Economic rescue: Can supercomputers help save the day?
A push to broaden access to high-performance systems could help U.S. companies become more competitive.
Computerworld - On the surface, all looks well with high-performance computing. Federal agencies in particular continue to fund the development of massive HPC systems, such as IBM's Roadrunner, which last spring became the first supercomputer to reach the petaflop performance level.
Cray Inc.'s XT5 Jaguar, another system bought and paid for by the government, also broke through the petaflop barrier this month and was neck and neck with Roadrunner on the latest Top500 list of the world's fastest supercomputers (see related story, page 12).
Thus far, though, the use of supercomputers for industrial purposes in the U.S. has amounted to little more than a petty cash entry in both the federal budget and the economy as a whole.
Market research firm IDC estimates that the public and private sectors spent a combined total of just over $10 billion on HPC systems last year. Supercomputing resources are still inaccessible to many companies that could benefit from the technology -- and perhaps use it to create new jobs in these tough economic times.
The fact that HPC's HPC's economic potential remains largely unrealized has prompted some universities and state governments to launch programs under which they're providing companies with access to supercomputing systems as well as technical help.
One such approach is being jointly tested by the Ohio Supercomputer Center (OSC) in Columbus and the Edison Welding Institute, a nonprofit organization that does research and consulting work on welding processes and technologies.
Last fall, the Columbus-based EWI began a beta program that gives welding engineers at its client firms access to HPC capabilities via a Web-based user interface, with no programming required on their end. The engineers use a browser to input a wide range of data related to the joining of materials. The data is then run on a supercomputer at the OSC, and the engineers can view simulations that show how certain welds will work.
The EWI, which is building software modules to address specific industrial needs, has no interest in running its own HPC systems. "Our business is welding technology, not operating supercomputers," said Henry Cialone, the institute's president and CEO.
Cialone said that he thinks U.S. industries are just scratching the surface on the use of HPC-based simulation modeling technologies. "We can enhance the competitiveness of manufacturing in the U.S. with tools like this," he claimed.

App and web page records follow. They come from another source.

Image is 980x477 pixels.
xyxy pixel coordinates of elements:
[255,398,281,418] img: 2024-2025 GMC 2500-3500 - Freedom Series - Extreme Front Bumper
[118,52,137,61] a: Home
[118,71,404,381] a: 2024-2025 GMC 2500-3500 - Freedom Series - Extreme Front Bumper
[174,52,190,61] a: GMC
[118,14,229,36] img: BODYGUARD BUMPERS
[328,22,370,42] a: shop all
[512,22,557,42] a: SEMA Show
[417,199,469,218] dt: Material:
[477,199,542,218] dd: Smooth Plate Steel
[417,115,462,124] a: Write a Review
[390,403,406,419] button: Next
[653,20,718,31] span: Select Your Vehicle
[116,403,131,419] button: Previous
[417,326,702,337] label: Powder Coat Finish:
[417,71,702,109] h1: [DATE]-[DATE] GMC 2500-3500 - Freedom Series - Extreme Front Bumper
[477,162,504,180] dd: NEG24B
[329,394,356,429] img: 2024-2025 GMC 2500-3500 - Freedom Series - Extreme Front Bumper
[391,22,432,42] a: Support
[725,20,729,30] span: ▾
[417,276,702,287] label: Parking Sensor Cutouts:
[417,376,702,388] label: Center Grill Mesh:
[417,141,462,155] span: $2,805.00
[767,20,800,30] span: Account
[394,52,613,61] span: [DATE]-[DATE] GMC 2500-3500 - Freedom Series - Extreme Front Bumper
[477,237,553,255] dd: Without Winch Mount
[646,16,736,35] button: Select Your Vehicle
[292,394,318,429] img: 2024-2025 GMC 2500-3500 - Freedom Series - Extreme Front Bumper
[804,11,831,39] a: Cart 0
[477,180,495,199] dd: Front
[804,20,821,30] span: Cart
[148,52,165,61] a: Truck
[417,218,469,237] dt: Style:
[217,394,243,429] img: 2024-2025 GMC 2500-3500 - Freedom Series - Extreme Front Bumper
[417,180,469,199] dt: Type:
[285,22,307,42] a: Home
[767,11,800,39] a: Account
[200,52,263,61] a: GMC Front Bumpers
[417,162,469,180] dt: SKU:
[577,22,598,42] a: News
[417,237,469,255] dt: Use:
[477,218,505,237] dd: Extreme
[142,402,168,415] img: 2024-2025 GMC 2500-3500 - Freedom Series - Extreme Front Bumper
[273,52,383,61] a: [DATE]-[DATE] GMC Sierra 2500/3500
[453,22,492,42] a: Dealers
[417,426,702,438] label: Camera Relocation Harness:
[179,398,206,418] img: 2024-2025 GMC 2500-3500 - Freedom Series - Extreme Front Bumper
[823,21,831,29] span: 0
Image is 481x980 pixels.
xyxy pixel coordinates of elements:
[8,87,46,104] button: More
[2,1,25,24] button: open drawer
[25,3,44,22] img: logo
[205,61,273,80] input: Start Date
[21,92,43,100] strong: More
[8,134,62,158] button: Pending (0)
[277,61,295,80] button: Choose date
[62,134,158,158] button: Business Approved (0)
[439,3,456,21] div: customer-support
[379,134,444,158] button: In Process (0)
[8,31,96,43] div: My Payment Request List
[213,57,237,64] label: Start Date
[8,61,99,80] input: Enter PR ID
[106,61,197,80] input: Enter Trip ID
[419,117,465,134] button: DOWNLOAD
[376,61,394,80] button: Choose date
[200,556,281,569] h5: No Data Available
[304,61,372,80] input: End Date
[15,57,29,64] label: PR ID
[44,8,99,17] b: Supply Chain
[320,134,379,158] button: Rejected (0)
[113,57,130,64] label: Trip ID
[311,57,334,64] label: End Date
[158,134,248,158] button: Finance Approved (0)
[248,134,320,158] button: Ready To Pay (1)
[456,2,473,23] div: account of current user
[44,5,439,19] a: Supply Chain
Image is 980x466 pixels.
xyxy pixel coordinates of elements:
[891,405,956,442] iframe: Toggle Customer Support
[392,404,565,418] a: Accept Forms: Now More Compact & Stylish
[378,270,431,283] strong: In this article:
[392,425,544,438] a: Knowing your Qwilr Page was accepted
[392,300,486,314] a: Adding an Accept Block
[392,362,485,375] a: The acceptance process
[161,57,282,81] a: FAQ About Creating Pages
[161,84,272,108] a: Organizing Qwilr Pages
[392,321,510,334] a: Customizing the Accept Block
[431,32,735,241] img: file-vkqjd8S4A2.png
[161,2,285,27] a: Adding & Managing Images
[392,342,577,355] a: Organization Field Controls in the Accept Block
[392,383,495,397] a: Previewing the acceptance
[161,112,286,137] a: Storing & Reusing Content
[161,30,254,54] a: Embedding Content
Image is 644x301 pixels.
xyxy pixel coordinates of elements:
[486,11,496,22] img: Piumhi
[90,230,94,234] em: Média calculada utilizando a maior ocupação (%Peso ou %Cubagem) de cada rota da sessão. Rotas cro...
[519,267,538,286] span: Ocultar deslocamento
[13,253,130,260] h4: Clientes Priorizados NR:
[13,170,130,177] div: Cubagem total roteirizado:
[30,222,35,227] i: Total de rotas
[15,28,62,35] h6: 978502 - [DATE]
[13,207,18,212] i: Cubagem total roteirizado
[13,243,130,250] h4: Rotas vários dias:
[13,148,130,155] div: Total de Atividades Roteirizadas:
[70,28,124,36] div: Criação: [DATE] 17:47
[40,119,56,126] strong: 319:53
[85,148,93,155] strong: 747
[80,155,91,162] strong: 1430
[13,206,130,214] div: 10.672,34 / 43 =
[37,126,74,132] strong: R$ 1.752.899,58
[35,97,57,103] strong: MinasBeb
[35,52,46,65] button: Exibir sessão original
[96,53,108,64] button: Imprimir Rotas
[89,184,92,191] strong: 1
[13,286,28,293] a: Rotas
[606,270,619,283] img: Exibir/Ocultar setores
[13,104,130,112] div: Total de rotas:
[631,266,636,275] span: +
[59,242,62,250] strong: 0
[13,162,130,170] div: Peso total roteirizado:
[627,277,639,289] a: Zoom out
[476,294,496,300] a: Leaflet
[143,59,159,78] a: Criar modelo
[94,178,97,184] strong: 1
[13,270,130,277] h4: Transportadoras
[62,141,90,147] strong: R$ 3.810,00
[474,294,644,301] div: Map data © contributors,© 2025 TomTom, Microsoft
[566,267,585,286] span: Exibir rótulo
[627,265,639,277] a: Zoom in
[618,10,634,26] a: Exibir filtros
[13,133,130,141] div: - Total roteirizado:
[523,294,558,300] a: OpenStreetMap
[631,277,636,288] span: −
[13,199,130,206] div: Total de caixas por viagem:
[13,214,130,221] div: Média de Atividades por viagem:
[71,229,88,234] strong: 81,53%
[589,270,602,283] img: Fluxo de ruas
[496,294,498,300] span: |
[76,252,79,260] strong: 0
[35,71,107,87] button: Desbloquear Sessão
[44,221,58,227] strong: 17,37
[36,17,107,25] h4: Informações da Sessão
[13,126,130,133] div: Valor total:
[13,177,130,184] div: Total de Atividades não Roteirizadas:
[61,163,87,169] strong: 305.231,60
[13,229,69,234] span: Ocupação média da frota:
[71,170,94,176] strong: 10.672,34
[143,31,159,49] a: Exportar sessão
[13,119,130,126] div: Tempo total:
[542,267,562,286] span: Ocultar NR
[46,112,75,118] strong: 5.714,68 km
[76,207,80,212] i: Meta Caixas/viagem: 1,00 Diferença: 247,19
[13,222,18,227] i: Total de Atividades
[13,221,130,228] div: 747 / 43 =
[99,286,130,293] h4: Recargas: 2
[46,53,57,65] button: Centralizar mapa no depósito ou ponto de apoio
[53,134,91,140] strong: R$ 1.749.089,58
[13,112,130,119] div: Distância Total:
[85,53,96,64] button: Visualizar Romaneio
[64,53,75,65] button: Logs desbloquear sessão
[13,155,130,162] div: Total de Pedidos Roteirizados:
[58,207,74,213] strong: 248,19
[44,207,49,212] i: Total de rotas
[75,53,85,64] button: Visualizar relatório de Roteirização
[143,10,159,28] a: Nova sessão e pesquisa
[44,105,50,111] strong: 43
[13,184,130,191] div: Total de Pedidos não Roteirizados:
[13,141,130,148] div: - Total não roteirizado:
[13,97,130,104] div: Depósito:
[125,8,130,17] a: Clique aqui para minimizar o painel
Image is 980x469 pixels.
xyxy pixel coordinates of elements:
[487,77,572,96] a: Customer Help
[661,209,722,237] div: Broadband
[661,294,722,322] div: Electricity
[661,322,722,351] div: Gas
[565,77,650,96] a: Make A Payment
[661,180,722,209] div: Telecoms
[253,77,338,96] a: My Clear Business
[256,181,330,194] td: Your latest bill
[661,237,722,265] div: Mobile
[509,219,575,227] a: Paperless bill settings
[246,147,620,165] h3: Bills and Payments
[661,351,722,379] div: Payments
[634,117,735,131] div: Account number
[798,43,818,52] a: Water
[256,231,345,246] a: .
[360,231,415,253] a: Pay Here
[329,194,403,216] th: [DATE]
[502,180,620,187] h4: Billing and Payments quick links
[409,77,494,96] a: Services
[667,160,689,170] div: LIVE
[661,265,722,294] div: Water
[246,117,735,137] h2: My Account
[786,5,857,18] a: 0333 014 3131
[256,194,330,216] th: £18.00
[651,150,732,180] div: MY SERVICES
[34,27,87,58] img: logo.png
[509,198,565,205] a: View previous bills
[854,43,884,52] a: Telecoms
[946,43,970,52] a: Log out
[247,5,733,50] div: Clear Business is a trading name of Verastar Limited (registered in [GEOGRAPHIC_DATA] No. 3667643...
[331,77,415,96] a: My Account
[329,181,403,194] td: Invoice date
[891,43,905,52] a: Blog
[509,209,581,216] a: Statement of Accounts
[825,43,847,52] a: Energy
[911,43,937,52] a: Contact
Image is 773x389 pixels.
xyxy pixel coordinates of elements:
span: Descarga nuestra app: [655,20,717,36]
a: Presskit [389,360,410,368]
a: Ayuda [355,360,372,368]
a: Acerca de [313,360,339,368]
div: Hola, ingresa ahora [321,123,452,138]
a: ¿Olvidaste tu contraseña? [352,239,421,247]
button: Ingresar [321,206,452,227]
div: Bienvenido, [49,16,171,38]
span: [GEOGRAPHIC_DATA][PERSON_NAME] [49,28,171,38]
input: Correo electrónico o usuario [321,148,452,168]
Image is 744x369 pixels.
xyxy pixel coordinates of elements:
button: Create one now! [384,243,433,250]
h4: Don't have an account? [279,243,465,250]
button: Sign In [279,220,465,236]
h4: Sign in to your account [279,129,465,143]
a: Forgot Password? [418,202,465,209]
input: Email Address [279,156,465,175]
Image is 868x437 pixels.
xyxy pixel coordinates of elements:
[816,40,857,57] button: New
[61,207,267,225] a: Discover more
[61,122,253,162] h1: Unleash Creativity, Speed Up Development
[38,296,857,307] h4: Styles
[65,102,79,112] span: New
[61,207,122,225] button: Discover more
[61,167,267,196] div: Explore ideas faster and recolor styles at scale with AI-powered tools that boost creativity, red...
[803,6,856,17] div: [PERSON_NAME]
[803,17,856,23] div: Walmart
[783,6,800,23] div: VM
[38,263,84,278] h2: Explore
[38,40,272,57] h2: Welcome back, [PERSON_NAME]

The state of Indiana is also trying to help boost corporate HPC use. Last March, Indiana University, Purdue University and the state government announced a plan to make 20TFLOPS of computing capacity on an IBM supercomputer available to Indiana businesses.
Moving to a computing model like the one in Indiana may first require businesses to take steps such as having their legal counsels make sure that proprietary research will be safe on a system shared with other users.